It is a familiar trope in spy thrillers for a well-known scientist to go missing, seemingly vanishing without a trace, setting off wild speculation about why he disappeared. Something similar happened in real life to Auckland scientist and engineer Jim Donnelly.
According to the NZ Herald, one morning in June 2004, Jim Donnelly got up and went to work as usual at a steel mill south of Auckland. However, the day would turn out to be anything but typical.
Like any other day, Donnelly stopped for gas and a muffin on the way to the Glenbrook mill where he worked. When he arrived, he then parked and walked inside. Also, as usual, he signed in, changed into his work uniform, and walked up to his office.
He put his muffin on his desk but then something went very, very wrong. Soon after arriving at work and being seen just outside of his office – Donnelly was never seen nor heard from again.
A search of his office found the muffin uneaten still sitting where he put it down, and records show that his computer was never even turned on before he vanished.
Five days later, his hard hat was found near an acid-filled vat within the mill. Inside that vat, authorities discovered his PalmPilot, credit card, work ID, glasses, cash, and work key – but absolutely no sign of human remains.
Seventeen years later, despite extensive searches and a police investigation that remains open and active, his family is still without the answers they desperately want and need.
In a recent episode of the NZ Herald podcast A Moment In Crime, senior journalist Anna Leask looked back at Donnelly’s disappearance and his wife Tracey’s journey for the truth. Tracey told Leask that she firmly believes there are people who not only know what happened to her husband that day – but are responsible.
And she wants them to come forward once and for all.
“We were a normal, everyday family … and we were just going about our lives in a normal way.
“I don’t know what it was that destroyed that,” she told Leask during the podcast.
Donnelly Was Troubled
Tracey said for some time before his disappearance that she could see Jim was “troubled” and that something was weighing very heavily on him. Things became strained at home.
Jim’s wife said that he seemed quite stressed, anxious, and not himself at all.
“He was very preoccupied with something,” Tracey recalled.
“There wasn’t a normal atmosphere in our home … there was something on his mind. And I really don’t know what it was.
“From what I can see now, he thought he was handling it and sorting it out. But I think that it was bigger than he imagined.”
The weekend before Jim vanished was strange, to say the least.
He told Tracey he had to go to a meeting, went and hired a suit to wear, and explained he might be “a little fragile” when he came back. But he wouldn’t disclose any more.
“That really concerned me a lot,” said Tracey.
“I came back to him about five or 10 minutes later, after thinking about that, and said to him, do you mean fragile physically or mentally?
“He said physically, and I thought, what have you got yourself into? and I really didn’t know what to do.”
Jim went to the meeting, and when he returned less than two hours later, he was fine. Not a scratch, much to Tracey’s relief. She had half expected him to come home beaten and bloodied.
“My opinion is that [whatever it was that was troubling him] it does revolve around the mill, something was happening inside the mill, and I think he saw something he shouldn’t have – and it’s gone from there. If you had told me at the beginning, I would think that I would have told myself that I was incredibly silly, that this could not possibly happen to Jim.”
However, she told Leask that as time passed, and knowing her husband as she did, she could only come to one inescapable conclusion.
“…as time has gone on, we have got no answer, and it’s more and more clear that he has been removed by other people rather than himself.
She said suicide is a cry for help. People do not kill themselves and then hide their own body, or take lives in a way that they will not be discovered. They expect to be found, she said.
“If he had committed suicide, there would have been a body – so, my thing is my husband went to work, he was last seen at work, and he’s never come home…someone there knows why.”
this business is hiding something and has been for years evidently
Jim Donnellys stuff was found in the acid. I think he might have been dumped or fell into it himself committing suicide.
The only other thing washe wanted everybody to think he had been eaten up by acid. There would have been bits of clothing
Inside the acid, one would have thought. He started another life as another individual.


Among the records below, find each line that includes the string "text" and copy it.

>>>>>

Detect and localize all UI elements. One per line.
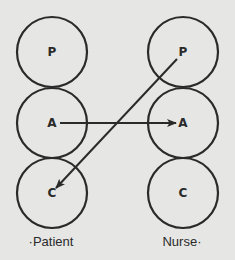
nurse-parent-state: P	[148, 17, 218, 87]
nurse-child-label: C	[179, 186, 188, 200]
patient-parent-label: P	[48, 45, 57, 59]
nurse-column-label: Nurse·	[162, 234, 201, 249]
patient-parent-state: P	[17, 17, 87, 87]
nurse-child-state: C	[148, 158, 218, 228]
patient-child-state: C	[17, 158, 87, 228]
patient-adult-label: A	[47, 116, 57, 130]
patient-child-label: C	[48, 186, 57, 200]
nurse-parent-label: P	[179, 45, 188, 59]
patient-column: P A C ·Patient	[17, 17, 87, 249]
patient-column-label: ·Patient	[29, 234, 74, 249]
ta-transaction-diagram: P A C ·Patient P A C Nurse·	[0, 0, 235, 260]
nurse-column: P A C Nurse·	[148, 17, 218, 249]
nurse-adult-label: A	[178, 116, 188, 130]
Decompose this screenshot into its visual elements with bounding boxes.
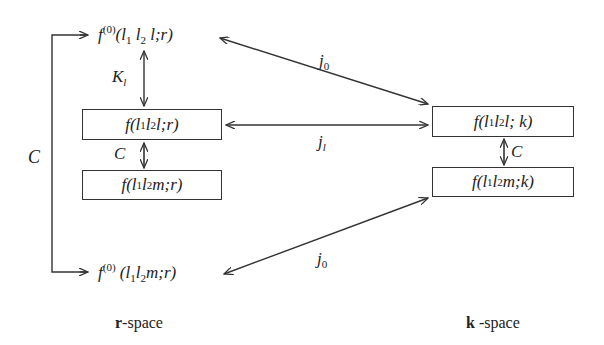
j-sub: 0 <box>322 258 328 270</box>
box-f-m-r: f(l1l2m;r) <box>82 170 222 200</box>
label-c-r: C <box>114 145 125 162</box>
text: f(l <box>121 175 136 195</box>
text: f(l <box>125 115 140 135</box>
sub-1: 1 <box>126 34 132 46</box>
label-j0-bottom: j0 <box>317 250 327 270</box>
box-f-l-r: f(l1l2l;r) <box>82 109 222 140</box>
j-sub: 0 <box>324 60 330 72</box>
space-text: -space <box>122 314 163 331</box>
tail: l; k) <box>505 112 533 132</box>
space-text: -space <box>475 314 520 331</box>
k-main: K <box>112 67 123 86</box>
tail: l;r) <box>156 115 179 135</box>
label-r-space: r-space <box>115 314 163 332</box>
node-f0-m-r: f(0) (l1l2m;r) <box>98 262 176 284</box>
j-sub: l <box>323 141 326 153</box>
label-j1: jl <box>318 133 326 153</box>
superscript-0: (0) <box>103 23 116 35</box>
tail: m;k) <box>503 172 534 192</box>
label-k-l: Kl <box>112 68 126 88</box>
left-bracket-c-arrow <box>52 35 88 272</box>
box-f-l-k: f(l1l2l; k) <box>432 106 574 137</box>
label-c-left: C <box>28 148 40 166</box>
box-f-m-k: f(l1l2m;k) <box>432 167 574 197</box>
label-k-space: k -space <box>466 314 520 332</box>
tail: l;r) <box>146 25 173 44</box>
k-bold: k <box>466 314 475 331</box>
tail: m;r) <box>152 175 182 195</box>
label-c-k: C <box>511 143 522 160</box>
k-sub: l <box>123 76 126 88</box>
text: f(l <box>472 172 487 192</box>
superscript-0: (0) <box>103 261 116 273</box>
node-f0-l-r: f(0)(l1 l2 l;r) <box>98 24 173 46</box>
tail: m;r) <box>146 263 176 282</box>
label-j0-top: j0 <box>319 52 329 72</box>
text: f(l <box>474 112 489 132</box>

<<<<<

▶ **SOLUTION FOR THIS PROBLEM**:
text: f(l <box>121 175 136 195</box>
text: f(l <box>125 115 140 135</box>
space-text: -space <box>122 314 163 331</box>
space-text: -space <box>475 314 520 331</box>
text: f(l <box>472 172 487 192</box>
text: f(l <box>474 112 489 132</box>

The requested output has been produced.